Friday, October 14, 2011

Choosing Stunning Colour Combinations For Your Garden


Spring top 5
1. Akebia quinata Few climbers provide such fresh-looking foliage so early in the season, and the vivid green makes a lovely backdrop to dark purple-red blooms. Shelter is needed to avoid late frosts doing their worst.
2. Berberis thunbergii 'Red Chief' Startlingly deep-colored leaves can be used to make a striking contrast to numerous spring bulbs, particularly as the arching branches are excellent for showing off the tall stems of daffodils and tulips.
3. Crocus Many of these easy spring beauties have globes of gleaming, rich purple flowers.
4. Sambucus nigra 'Black Beauty' The dark purple leaves of this elder look lovely with a skirt of pale spring bulbs beneath. Later, clusters of pinky purple flowers create a self- contained harmony.
5. Viola riviniana Purpurea Group Color contrasts can work right down to the smallest plant, and little clumps of the purple- leaved violet will thrive almost anywhere, even in dry shade.
Purple and lime green
Alchemilla mollis An easy plant for ground cover and edging. Its scallop-edged lime-green leaves look handsome in their own right and in early summer the plant erupts into a froth of lime-yellow flowers.
Helleborus foetidus Despite its name, this evergreen hellebore does not stink! Its long- lasting pale green bells open early in spring, and each has the thinnest rim of purple, which will provide a subtle tie to red or purple neighbours.
Milium effusum 'Aureum' Bowles' golden grass, a broad-leaved grass that's easy to grow and easy to place. Its color lasts all year, clear sunny yellow in good light or more limy in deeper shade.
Purple and blue
Ajuga reptans Easy and excellent ground cover with spires of blue flowers above a carpet of glossy foliage. Grow the purple- leaved 'Atropurpurea' to intensify this color partnership even further.
Brunnera macrophylla The deep blue perennial forget-me-not is happy in shade, so grow it beneath purple-leaved shrubs where its blooms twinkle through the dark foliage.
Scilla sibirica Heavenly deep blue flowers pop up as if from nowhere from this little spring bulb. Scatter it in a whole carpet - once you've grown ten, think what a hundred or two hundred would look like.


Action item
The entries are to be reproduced verbatim, and their pictures left out.
═════ Information ═════
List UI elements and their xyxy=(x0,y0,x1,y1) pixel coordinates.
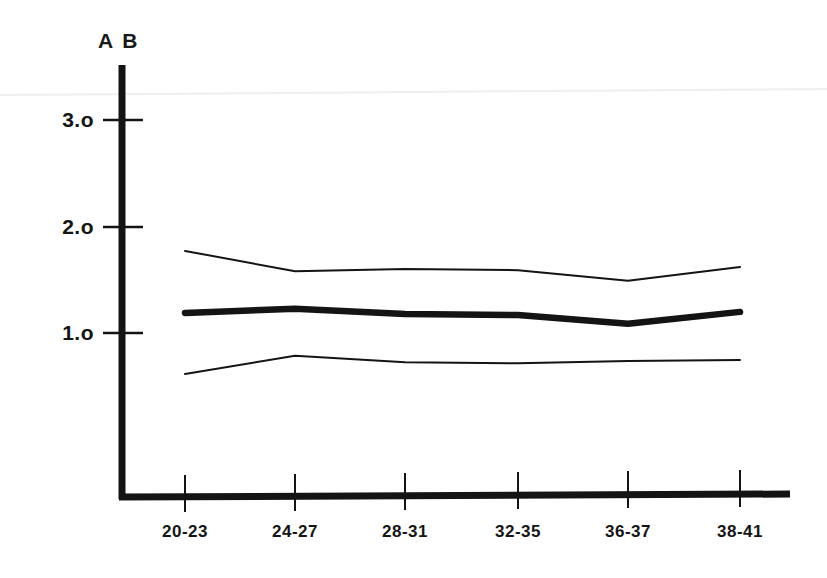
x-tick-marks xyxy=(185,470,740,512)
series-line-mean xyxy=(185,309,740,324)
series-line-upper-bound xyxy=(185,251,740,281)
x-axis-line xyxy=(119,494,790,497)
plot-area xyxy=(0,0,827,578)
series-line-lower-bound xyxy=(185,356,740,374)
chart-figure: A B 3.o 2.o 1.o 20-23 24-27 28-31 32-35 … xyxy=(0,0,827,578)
═════
Your response
List UI elements and their xyxy=(x0,y0,x1,y1) pixel coordinates.
x-tick-marks xyxy=(185,470,740,512)
series-line-mean xyxy=(185,309,740,324)
series-line-upper-bound xyxy=(185,251,740,281)
x-axis-line xyxy=(119,494,790,497)
plot-area xyxy=(0,0,827,578)
series-line-lower-bound xyxy=(185,356,740,374)
chart-figure: A B 3.o 2.o 1.o 20-23 24-27 28-31 32-35 … xyxy=(0,0,827,578)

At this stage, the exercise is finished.